Time is limited. Attention is scarce. Are you engaging your customers? Apple Stores, Disney, LEGO, Starbucks. Do these names conjure up images of mere goods and services, or do they evoke something more--something visceral? Welcome to the Experience Economy, where businesses must form unique connections in order to secure their customers' affections--and ensure their own economic vitality. This seminal book on experience innovation by Joe Pine and Jim Gilmore explores how savvy companies excel by offering compelling experiences for their customers, resulting not only in increased customer allegiance but also in a more profitable bottom line. Translated into thirteen languages, The Experience Economy has become a must-read for leaders of enterprises large and small, for-profit and nonprofit, global and local. Now with a brand-new preface, Pine and Gilmore make an even stronger case for experiences as the critical link between a company and its customers in an increasingly distractible and time-starved world. Filled with detailed examples and actionable advice, The Experience Economy helps companies create personal, dramatic, and even transformative experiences, offering the script from which managers can generate value in ways aligned with a strong customer-centric strategy.

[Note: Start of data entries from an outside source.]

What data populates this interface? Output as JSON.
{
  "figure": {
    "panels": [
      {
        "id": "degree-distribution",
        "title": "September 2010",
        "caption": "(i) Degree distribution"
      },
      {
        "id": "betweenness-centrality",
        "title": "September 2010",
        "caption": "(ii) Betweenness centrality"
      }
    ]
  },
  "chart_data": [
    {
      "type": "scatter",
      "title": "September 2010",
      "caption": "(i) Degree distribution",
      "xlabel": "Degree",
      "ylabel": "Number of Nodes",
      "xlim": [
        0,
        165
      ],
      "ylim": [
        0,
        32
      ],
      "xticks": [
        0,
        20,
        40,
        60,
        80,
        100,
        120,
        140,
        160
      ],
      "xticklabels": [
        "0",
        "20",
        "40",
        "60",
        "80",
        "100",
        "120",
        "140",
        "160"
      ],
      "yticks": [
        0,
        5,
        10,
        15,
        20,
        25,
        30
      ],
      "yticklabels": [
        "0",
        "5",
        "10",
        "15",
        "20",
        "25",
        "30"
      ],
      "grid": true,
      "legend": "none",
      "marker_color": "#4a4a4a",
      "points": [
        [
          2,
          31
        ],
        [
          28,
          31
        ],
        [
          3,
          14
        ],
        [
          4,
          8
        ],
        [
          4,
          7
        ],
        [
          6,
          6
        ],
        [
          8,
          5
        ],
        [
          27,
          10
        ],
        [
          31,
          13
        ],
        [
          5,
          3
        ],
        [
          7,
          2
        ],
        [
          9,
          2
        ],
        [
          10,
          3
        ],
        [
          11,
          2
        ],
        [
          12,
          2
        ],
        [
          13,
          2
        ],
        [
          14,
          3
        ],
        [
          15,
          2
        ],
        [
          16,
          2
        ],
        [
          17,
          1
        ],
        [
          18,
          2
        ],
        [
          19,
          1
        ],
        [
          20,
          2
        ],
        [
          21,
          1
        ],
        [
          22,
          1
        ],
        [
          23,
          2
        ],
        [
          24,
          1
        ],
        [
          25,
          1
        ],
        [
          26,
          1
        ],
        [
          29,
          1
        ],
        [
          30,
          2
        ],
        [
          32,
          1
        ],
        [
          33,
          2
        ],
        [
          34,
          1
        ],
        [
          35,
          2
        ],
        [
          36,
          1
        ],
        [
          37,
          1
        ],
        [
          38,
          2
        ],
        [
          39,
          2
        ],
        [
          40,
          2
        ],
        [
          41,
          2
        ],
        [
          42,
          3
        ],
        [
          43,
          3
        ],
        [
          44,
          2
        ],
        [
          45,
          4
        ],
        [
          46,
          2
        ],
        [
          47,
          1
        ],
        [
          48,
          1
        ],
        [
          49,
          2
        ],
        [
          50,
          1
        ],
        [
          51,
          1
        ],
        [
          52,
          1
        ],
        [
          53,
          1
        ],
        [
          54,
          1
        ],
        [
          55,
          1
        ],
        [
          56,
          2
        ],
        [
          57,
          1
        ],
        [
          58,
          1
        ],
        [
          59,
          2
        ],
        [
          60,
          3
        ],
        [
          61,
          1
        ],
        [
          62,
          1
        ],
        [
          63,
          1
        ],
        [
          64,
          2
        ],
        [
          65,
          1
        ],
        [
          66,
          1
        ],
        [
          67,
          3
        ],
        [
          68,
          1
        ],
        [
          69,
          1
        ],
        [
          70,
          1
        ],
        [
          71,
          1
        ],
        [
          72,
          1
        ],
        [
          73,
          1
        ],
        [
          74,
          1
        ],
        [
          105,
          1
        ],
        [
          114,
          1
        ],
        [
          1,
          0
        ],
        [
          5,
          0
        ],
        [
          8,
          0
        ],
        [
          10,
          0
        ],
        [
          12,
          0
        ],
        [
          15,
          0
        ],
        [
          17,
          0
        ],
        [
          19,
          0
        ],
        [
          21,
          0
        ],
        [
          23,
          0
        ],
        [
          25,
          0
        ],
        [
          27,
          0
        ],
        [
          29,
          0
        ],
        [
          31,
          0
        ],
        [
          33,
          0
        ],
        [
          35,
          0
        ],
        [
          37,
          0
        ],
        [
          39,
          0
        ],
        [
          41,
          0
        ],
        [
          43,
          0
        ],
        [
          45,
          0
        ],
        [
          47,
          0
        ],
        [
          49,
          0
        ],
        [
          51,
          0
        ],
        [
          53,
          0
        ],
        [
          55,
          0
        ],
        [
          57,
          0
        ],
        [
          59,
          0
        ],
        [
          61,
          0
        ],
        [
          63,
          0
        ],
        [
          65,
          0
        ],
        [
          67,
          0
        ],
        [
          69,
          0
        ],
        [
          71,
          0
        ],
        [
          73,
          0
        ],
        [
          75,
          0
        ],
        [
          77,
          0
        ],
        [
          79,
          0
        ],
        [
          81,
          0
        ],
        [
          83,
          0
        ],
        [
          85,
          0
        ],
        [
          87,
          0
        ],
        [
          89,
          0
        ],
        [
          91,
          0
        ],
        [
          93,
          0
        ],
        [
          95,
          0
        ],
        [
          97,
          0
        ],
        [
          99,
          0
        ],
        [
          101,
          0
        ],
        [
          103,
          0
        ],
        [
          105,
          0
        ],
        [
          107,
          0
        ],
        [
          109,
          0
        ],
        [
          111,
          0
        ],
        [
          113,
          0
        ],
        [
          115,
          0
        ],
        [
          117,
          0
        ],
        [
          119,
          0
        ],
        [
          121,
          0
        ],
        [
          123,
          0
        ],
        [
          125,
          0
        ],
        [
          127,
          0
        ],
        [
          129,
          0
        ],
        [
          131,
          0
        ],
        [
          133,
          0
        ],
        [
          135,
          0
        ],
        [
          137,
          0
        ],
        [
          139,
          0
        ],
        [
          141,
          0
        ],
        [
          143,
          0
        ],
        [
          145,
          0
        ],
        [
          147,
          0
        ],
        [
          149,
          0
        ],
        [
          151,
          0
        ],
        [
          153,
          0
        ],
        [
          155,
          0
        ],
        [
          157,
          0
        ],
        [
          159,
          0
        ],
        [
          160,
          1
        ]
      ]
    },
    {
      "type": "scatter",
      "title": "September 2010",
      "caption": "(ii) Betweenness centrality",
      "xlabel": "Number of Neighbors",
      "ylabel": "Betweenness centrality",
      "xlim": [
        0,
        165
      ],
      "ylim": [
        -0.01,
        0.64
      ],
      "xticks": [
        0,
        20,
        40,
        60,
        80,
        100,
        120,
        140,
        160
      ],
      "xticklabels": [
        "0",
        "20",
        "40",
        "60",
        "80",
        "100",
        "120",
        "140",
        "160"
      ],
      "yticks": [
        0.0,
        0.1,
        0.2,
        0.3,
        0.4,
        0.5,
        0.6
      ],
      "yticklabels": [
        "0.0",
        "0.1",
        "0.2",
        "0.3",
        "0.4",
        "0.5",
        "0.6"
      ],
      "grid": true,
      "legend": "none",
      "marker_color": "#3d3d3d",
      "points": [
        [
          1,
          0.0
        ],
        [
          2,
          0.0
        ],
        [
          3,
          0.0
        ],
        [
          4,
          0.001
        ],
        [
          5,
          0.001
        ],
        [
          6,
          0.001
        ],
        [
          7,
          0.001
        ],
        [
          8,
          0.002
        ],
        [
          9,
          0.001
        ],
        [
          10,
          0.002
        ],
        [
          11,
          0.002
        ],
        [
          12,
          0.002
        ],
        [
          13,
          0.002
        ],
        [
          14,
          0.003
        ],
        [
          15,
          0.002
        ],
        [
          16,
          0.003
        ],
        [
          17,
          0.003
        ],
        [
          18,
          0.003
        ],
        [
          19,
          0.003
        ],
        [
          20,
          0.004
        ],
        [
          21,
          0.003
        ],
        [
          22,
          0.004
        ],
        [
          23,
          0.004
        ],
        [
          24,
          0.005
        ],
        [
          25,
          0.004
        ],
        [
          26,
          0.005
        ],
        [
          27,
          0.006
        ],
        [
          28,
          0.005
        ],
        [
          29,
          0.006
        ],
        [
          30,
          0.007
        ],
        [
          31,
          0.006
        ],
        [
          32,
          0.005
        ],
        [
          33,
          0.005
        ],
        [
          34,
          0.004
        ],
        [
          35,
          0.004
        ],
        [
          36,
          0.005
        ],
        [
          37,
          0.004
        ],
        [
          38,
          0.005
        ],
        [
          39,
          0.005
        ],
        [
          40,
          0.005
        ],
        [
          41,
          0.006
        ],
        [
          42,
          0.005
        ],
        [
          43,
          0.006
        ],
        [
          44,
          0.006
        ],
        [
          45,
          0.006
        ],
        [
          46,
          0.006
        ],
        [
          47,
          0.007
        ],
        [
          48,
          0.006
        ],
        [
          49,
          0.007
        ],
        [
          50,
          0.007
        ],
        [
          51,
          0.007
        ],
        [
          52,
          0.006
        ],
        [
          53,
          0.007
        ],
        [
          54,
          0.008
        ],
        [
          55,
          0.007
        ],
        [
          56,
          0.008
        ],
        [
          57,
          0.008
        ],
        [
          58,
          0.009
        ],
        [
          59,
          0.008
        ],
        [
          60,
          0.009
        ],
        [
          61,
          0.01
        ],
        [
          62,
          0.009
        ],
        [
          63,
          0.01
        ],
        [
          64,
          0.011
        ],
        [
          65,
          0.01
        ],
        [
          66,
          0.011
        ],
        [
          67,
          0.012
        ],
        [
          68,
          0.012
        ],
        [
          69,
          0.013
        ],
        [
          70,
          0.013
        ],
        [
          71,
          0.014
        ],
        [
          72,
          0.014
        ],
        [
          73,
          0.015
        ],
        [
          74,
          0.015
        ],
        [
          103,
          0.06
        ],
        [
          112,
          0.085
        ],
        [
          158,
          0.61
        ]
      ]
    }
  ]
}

In The third volume of The Digital Hand, James W. Cortada completes his sweeping survey of the effect of computers on American industry, turning finally to the public sector, and examining how computers have fundamentally changed the nature of work in government and education. This book goes far beyond generalizations about the Information Age to the specifics of how industries have functioned, now function, and will function in the years to come. Cortada combines detailed analysis with narrative history to provide a broad overview of computings and telecommunications role in the entire public sector, including federal, state, and local governments, and in K-12 and higher education. Beginning in 1950, when commercial applications of digital technology began to appear, Cortada examines the unique ways different public sector industries adopted new technologies, showcasing the manner in which their innovative applications influenced other industries, as well as the U.S. economy as a whole.He builds on the surveys presented in the first volume of the series, which examined sixteen manufacturing, process, transportation, wholesale and retail industries, and the second volume, which examined over a dozen financial, telecommunications, media, and entertainment industries. With this third volume, The Digital Hand trilogy is complete, and forms the most comprehensive and rigorously researched history of computing in business since 1950, providing a detailed picture of what the infrastructure of the Information Age really looks like and how we got there. Managers, historians, economists, and those working in the public sector will appreciate Cortada's analysis of digital technology's many roles and future possibilities.